The internet flattened geography. Mostly.
There's an argument that none of this matters any more. That the internet gave everyone access to everything, and a kid in Nottingham now has the same visual inputs as a kid in Brooklyn. Technically, that's true. Practically, it's not.
Because taste isn't just what you see. It's what you touch, what you walk through, what you live inside. You can browse Japanese convenience stores on Instagram all day, but you haven't felt the sliding door, smelled the oden, navigated the aisles, experienced the density as a physical reality. The screen gives you the image. The place gives you the feeling. And it's the feeling that becomes taste.
The internet has expanded everyone's reference library, which is genuinely wonderful.

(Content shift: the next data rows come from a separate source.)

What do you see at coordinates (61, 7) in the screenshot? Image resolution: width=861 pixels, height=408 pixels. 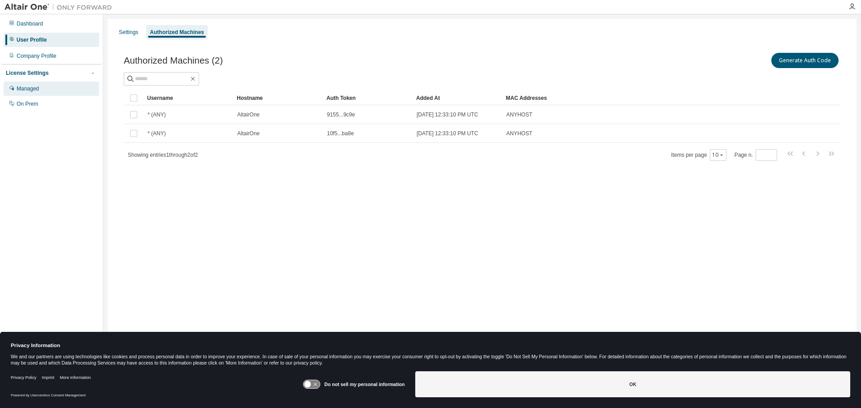 I see `img: Altair One` at bounding box center [61, 7].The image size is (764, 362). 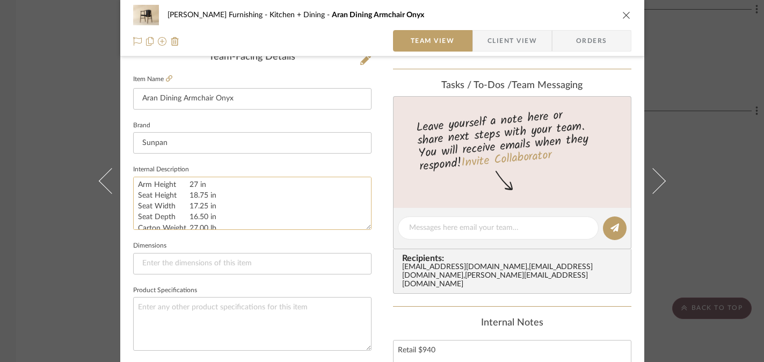 I want to click on span: Aran Dining Armchair Onyx, so click(x=378, y=15).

But it's also created a kind of aesthetic esperanto - a global default that flattens regional character into sameness. Every coffee shop in every city now looks like every other coffee shop. Subway tile, Edison bulbs, pour-over, Helvetica on the menu board. It's fine. It's always fine. But it's nowhere. It belongs to no place. It has no postcode.
Designing with somewhere in mind
The best brands understand this. They know where they're from, and they let that show. Patagonia is Ventura, California - the outdoor culture, the environmental consciousness, the relaxed functionality. It couldn't be from anywhere else. Muji is Tokyo - the restraint, the respect for materials, the quiet confidence. Even Apple, for all its global ubiquity, is unmistakably Californian - optimistic, clean, a bit evangelical about its own simplicity.
When I build my own projects, I try to think about this. Modern Retro draws from 1970s British and American retail - a specific time and a specific geography of shopping centres, petrol stations, and high streets that had character before chains homogenised everything. The aesthetic has a postcode. It belongs somewhere, even if that somewhere is half a century ago.
My restaurant guides are specifically, unapologetically London. Not "urban." Not "metropolitan." London. The pub guide smells of cask ale and old carpet. Oishii is the particular magic of Japanese food culture filtered through a specific set of London streets. These projects work because they're rooted in place, not floating in the algorithmic nowhere of generic "lifestyle" content.
Carry your map
I think the most interesting creative people are the ones who carry their geography visibly. Virgil Abloh carried Rockford, Illinois and Chicago and Ghana simultaneously - that improbable combination of references produced work that couldn't have come from anyone else's coordinates. Paul Smith still carries Nottingham, sixty years on. The stripe, the wit, the refusal to take menswear too seriously - that's Midlands energy, whether he'd call it that or not.
Your taste is your map. It shows everywhere you've been and everything you've absorbed from each stop. The trick isn't to erase the early coordinates in favour of more fashionable ones. It's to understand what each place gave you and to use the whole map, not just the parts that look good on a mood board.
I'm from Nottingham. I live in London. I'm obsessed with Tokyo. And the view from that particular triangle - provincial, cosmopolitan, aspirational - is mine. It's where my taste lives. Not in any single corner, but in the tension between all three.